Not so shy, however, that the American Pop artist didn’t agree to make a portrait of Pahlavi, who used to be known as the ‘Jackie Kennedy of the Middle East’. In the summer of 1976, Warhol arrived with his manager, Fred Hughes, at what was then the empress’s home, the Niavaran Palace in Tehran, to take a Polaroid of her, wearing a simple cream blouse, which he used as the source for a series of silkscreen portraits. “North Tehran reminded me of Beverly Hills,” recalled a member of the artist’s entourage, Bob Colacello, who had stayed at the Intercontinental Hotel, where, apparently, Warhol relished ordering caviar from room service.

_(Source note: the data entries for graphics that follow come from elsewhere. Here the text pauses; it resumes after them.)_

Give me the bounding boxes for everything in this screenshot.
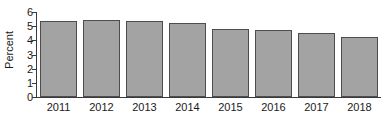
- x-tick-label: 2016: [252, 100, 295, 114]
- x-tick-label: 2013: [123, 100, 166, 114]
- y-axis-tick-labels: 6543210: [18, 12, 33, 97]
- bar: [83, 20, 121, 97]
- plot-area: [37, 12, 381, 97]
- bar: [255, 30, 293, 97]
- bar: [341, 37, 379, 97]
- y-tick-label: 1: [18, 77, 33, 88]
- y-tick-mark: [32, 12, 36, 13]
- x-axis-line: [36, 97, 381, 98]
- y-tick-mark: [32, 26, 36, 27]
- x-tick-label: 2015: [209, 100, 252, 114]
- y-tick-mark: [32, 69, 36, 70]
- y-tick-mark: [32, 97, 36, 98]
- bar-chart: Percent 6543210 201120122013201420152016…: [0, 0, 385, 124]
- bar: [40, 21, 78, 97]
- y-tick-label: 4: [18, 35, 33, 46]
- x-axis-tick-labels: 20112012201320142015201620172018: [37, 100, 381, 120]
- bar: [126, 21, 164, 97]
- bar: [169, 23, 207, 97]
- bar: [212, 29, 250, 97]
- bar: [298, 33, 336, 97]
- y-tick-label: 0: [18, 92, 33, 103]
- x-tick-label: 2017: [295, 100, 338, 114]
- x-tick-label: 2018: [338, 100, 381, 114]
- y-tick-label: 6: [18, 7, 33, 18]
- y-axis-label: Percent: [0, 0, 18, 100]
- y-axis-label-text: Percent: [3, 31, 15, 69]
- x-tick-label: 2011: [37, 100, 80, 114]
- y-tick-mark: [32, 83, 36, 84]
- x-tick-label: 2012: [80, 100, 123, 114]
- y-tick-mark: [32, 55, 36, 56]
- y-tick-mark: [32, 40, 36, 41]
- y-tick-label: 2: [18, 63, 33, 74]
- y-tick-label: 5: [18, 21, 33, 32]
- y-tick-label: 3: [18, 49, 33, 60]
- x-tick-label: 2014: [166, 100, 209, 114]
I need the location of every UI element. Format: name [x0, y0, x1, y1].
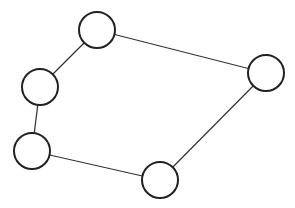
node-n1: [79, 12, 115, 48]
graph-diagram: [0, 0, 295, 208]
edge-n5-n1: [97, 30, 266, 73]
node-n4: [142, 162, 178, 198]
nodes-layer: [14, 12, 284, 198]
node-n2: [22, 69, 58, 105]
edges-layer: [32, 30, 266, 180]
node-n3: [14, 133, 50, 169]
node-n5: [248, 55, 284, 91]
edge-n3-n4: [32, 151, 160, 180]
edge-n4-n5: [160, 73, 266, 180]
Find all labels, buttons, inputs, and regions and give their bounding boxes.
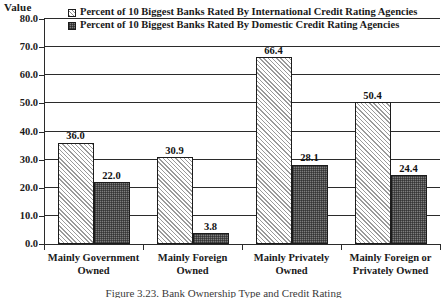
- gridline: [44, 74, 440, 75]
- bar: 24.4: [391, 175, 427, 244]
- y-axis-tick-mark: [39, 103, 44, 104]
- y-axis-tick-label: 20.0: [0, 183, 38, 194]
- y-axis-tick-mark: [39, 132, 44, 133]
- x-axis-tick-mark: [341, 244, 342, 250]
- bar-value-label: 36.0: [66, 131, 84, 142]
- y-axis-title: Value: [4, 1, 32, 13]
- y-axis-tick-label: 0.0: [0, 239, 38, 250]
- bar-value-label: 30.9: [165, 146, 183, 157]
- plot-area: 36.030.966.450.422.03.828.124.4: [44, 19, 440, 244]
- bar: 3.8: [193, 233, 229, 244]
- x-axis-category-label: Mainly ForeignOwned: [143, 252, 242, 277]
- bar: 36.0: [58, 143, 94, 244]
- x-axis-tick-mark: [440, 244, 441, 250]
- bar-value-label: 3.8: [204, 222, 217, 233]
- category-label-line: Mainly Foreign or: [341, 252, 440, 265]
- bar-value-label: 66.4: [264, 46, 282, 57]
- y-axis-tick-label: 80.0: [0, 14, 38, 25]
- category-label-line: Owned: [242, 265, 341, 278]
- category-label-line: Owned: [143, 265, 242, 278]
- bar-value-label: 24.4: [399, 164, 417, 175]
- legend-label-domestic: Percent of 10 Biggest Banks Rated By Dom…: [80, 20, 399, 31]
- category-label-line: Mainly Privately: [242, 252, 341, 265]
- bar: 22.0: [94, 182, 130, 244]
- x-axis-category-labels: Mainly GovernmentOwnedMainly ForeignOwne…: [44, 252, 441, 286]
- bar: 28.1: [292, 165, 328, 244]
- x-axis-category-label: Mainly Foreign orPrivately Owned: [341, 252, 440, 277]
- x-axis-tick-mark: [143, 244, 144, 250]
- bar: 66.4: [256, 57, 292, 244]
- bar: 50.4: [355, 102, 391, 244]
- legend-label-international: Percent of 10 Biggest Banks Rated By Int…: [80, 7, 417, 18]
- y-axis-tick-mark: [39, 216, 44, 217]
- y-axis-tick-mark: [39, 75, 44, 76]
- x-axis-category-label: Mainly PrivatelyOwned: [242, 252, 341, 277]
- legend-item-international: Percent of 10 Biggest Banks Rated By Int…: [68, 6, 417, 19]
- chart-legend: Percent of 10 Biggest Banks Rated By Int…: [68, 6, 417, 32]
- bar: 30.9: [157, 157, 193, 244]
- y-axis-tick-label: 40.0: [0, 127, 38, 138]
- y-axis-tick-label: 10.0: [0, 211, 38, 222]
- y-axis-line: [44, 19, 45, 245]
- bar-value-label: 22.0: [102, 171, 120, 182]
- y-axis-tick-mark: [39, 160, 44, 161]
- y-axis-tick-label: 70.0: [0, 42, 38, 53]
- category-label-line: Mainly Foreign: [143, 252, 242, 265]
- y-axis-tick-mark: [39, 188, 44, 189]
- legend-swatch-icon-domestic: [68, 22, 76, 30]
- y-axis-tick-label: 60.0: [0, 70, 38, 81]
- bar-value-label: 28.1: [300, 153, 318, 164]
- category-label-line: Owned: [44, 265, 143, 278]
- legend-swatch-icon-international: [68, 9, 76, 17]
- x-axis-tick-mark: [242, 244, 243, 250]
- y-axis-tick-label: 50.0: [0, 98, 38, 109]
- y-axis-tick-label: 30.0: [0, 155, 38, 166]
- category-label-line: Mainly Government: [44, 252, 143, 265]
- gridline: [44, 46, 440, 47]
- x-axis-category-label: Mainly GovernmentOwned: [44, 252, 143, 277]
- category-label-line: Privately Owned: [341, 265, 440, 278]
- y-axis-tick-mark: [39, 19, 44, 20]
- bar-value-label: 50.4: [363, 91, 381, 102]
- legend-item-domestic: Percent of 10 Biggest Banks Rated By Dom…: [68, 19, 417, 32]
- bar-chart: Value 36.030.966.450.422.03.828.124.4 0.…: [0, 0, 447, 298]
- x-axis-tick-mark: [44, 244, 45, 250]
- y-axis-tick-mark: [39, 47, 44, 48]
- figure-caption: Figure 3.23. Bank Ownership Type and Cre…: [0, 287, 447, 298]
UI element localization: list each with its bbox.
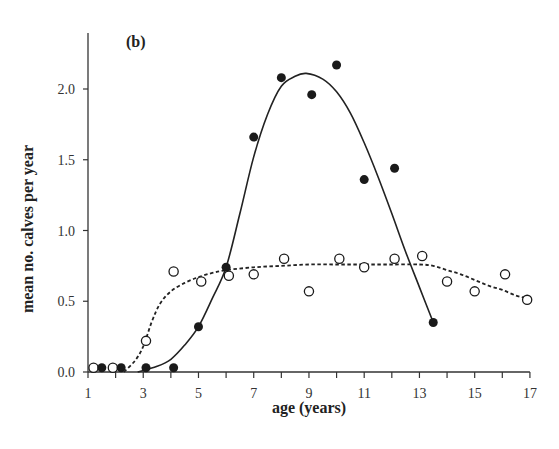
x-tick-label: 3 xyxy=(140,386,147,401)
open-fit-line xyxy=(124,264,527,372)
filled-data-point xyxy=(332,60,341,69)
open-data-point xyxy=(89,363,98,372)
x-tick-label: 15 xyxy=(468,386,482,401)
open-data-point xyxy=(249,270,258,279)
open-data-point xyxy=(360,263,369,272)
filled-data-point xyxy=(360,175,369,184)
open-data-point xyxy=(169,267,178,276)
x-tick-label: 7 xyxy=(250,386,257,401)
filled-data-point xyxy=(390,164,399,173)
open-data-point xyxy=(197,277,206,286)
x-tick-label: 13 xyxy=(412,386,426,401)
open-data-point xyxy=(442,277,451,286)
filled-data-point xyxy=(222,263,231,272)
y-tick-label: 0.0 xyxy=(58,365,76,380)
open-data-point xyxy=(141,336,150,345)
filled-data-point xyxy=(169,363,178,372)
open-data-point xyxy=(108,363,117,372)
x-tick-label: 17 xyxy=(523,386,537,401)
filled-data-point xyxy=(117,363,126,372)
filled-data-point xyxy=(249,133,258,142)
filled-fit-line xyxy=(138,73,434,372)
filled-data-point xyxy=(194,322,203,331)
calves-per-year-chart: 0.00.51.01.52.01357911131517 (b) age (ye… xyxy=(0,0,559,449)
open-data-point xyxy=(390,254,399,263)
open-data-point xyxy=(224,271,233,280)
open-data-point xyxy=(304,287,313,296)
filled-data-point xyxy=(307,90,316,99)
open-data-point xyxy=(335,254,344,263)
filled-data-point xyxy=(277,73,286,82)
axes: 0.00.51.01.52.01357911131517 xyxy=(58,33,537,401)
x-axis-title: age (years) xyxy=(272,399,346,417)
filled-data-point xyxy=(429,318,438,327)
open-data-point xyxy=(470,287,479,296)
open-data-point xyxy=(418,251,427,260)
y-tick-label: 1.0 xyxy=(58,224,76,239)
x-tick-label: 5 xyxy=(195,386,202,401)
y-tick-label: 1.5 xyxy=(58,153,76,168)
data-points xyxy=(89,60,532,372)
y-axis-title: mean no. calves per year xyxy=(19,145,37,313)
filled-data-point xyxy=(142,363,151,372)
panel-label: (b) xyxy=(126,33,146,51)
open-data-point xyxy=(280,254,289,263)
open-data-point xyxy=(500,270,509,279)
filled-data-point xyxy=(97,363,106,372)
x-tick-label: 11 xyxy=(357,386,370,401)
fit-lines xyxy=(124,73,527,372)
x-tick-label: 1 xyxy=(85,386,92,401)
y-tick-label: 2.0 xyxy=(58,82,76,97)
y-tick-label: 0.5 xyxy=(58,294,76,309)
open-data-point xyxy=(523,295,532,304)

A couple of years later, Warhol was invited to make another portrait, of the empress’s husband, though this time he was obliged to work from an official photograph. Yet, just a year after that, the Pahlavi dynasty was toppled, and the Shah fled to Egypt – where he died, in 1980 – with his wife and family. The former empress – who today, aged 80, lives between Maryland, in the US, and an elegant apartment overlooking the Seine in Paris – left behind Warhol’s portraits, along with the rest of the 300 or so works of modern Western and Iranian art that she had amassed during the 70s, funded, with her husband’s blessing, by the country’s oil wealth.
Concealed collection
Today, that little-seen collection – which survives, almost intact, in the vaults of the Tehran Museum of Contemporary Art (TMoCA), which Pahlavi inaugurated on her birthday in 1977, with Nelson Rockefeller in attendance – contains masterpieces by the likes of Francis Bacon, Alberto Giacometti, René Magritte, Pablo Picasso, Jackson Pollock, Pierre-Auguste Renoir, and Mark Rothko. According to some estimates, it is now worth as much as $3bn (£2.35bn).